Date: Wednesday 13 November at 19:00 GMT
Venue: online presentation on Zoom
Speaker: Aimee Lee
Description:
Since 2007, Aimee Lee has been immersed in all things hanji, which is Korean paper. In this
talk, she will share her trajectory from the US to Korea in search of papermaking skills, ancestral
reclamation, and a sense of how to locate hanji in the global history of paper. This journey led to building
the first North American hanji studio, writing the first English-language book dedicated to hanji, and a
studio practice that continues to test the possibilities of this ancient yet contemporary substrate.
Through images and video, she will chart the path from direct transmission of intangible culture in the
Korean countryside to the seeding and flowering of hanji making, training, and awareness in America.

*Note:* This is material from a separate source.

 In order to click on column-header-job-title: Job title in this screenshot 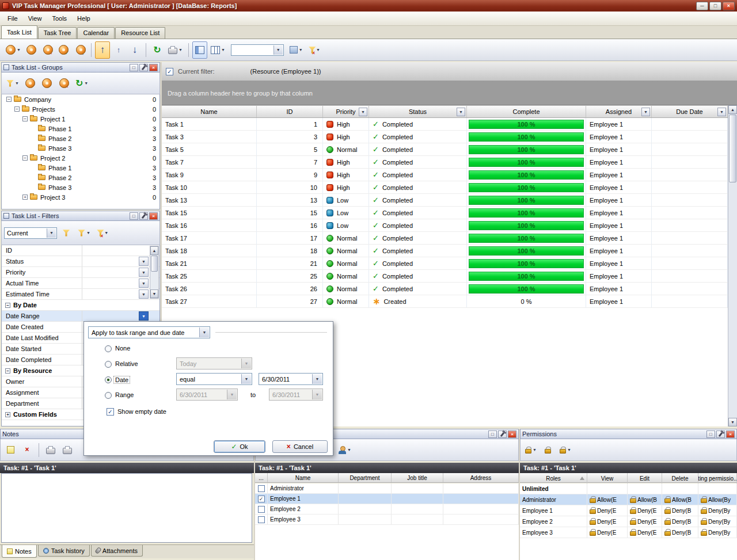, I will do `click(417, 478)`.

Cost: £20 for members, £40 for non-members
No limit on attendees.
Biography:
Aimee Lee is an artist who makes paper, writes, and advocates for Korean papermaking
practices. Designated as an Ohio Arts Council Heritage Fellow, she is a two-time Fulbright scholar to Korea, where she learned about making hanji, its applications, and its tools, and has studied with various Korean national and provincial holders of intangible cultural heritage since 2009. Her research led to the first hanji studio in North America, an award-winning book, Hanji Unfurled, and an active studio practice that includes jiseung, joomchi, paper textile, botanical paper, book art, and natural dyeing techniques.
She has shared these techniques and stories across the world and from her private hanji studio east of Cleveland.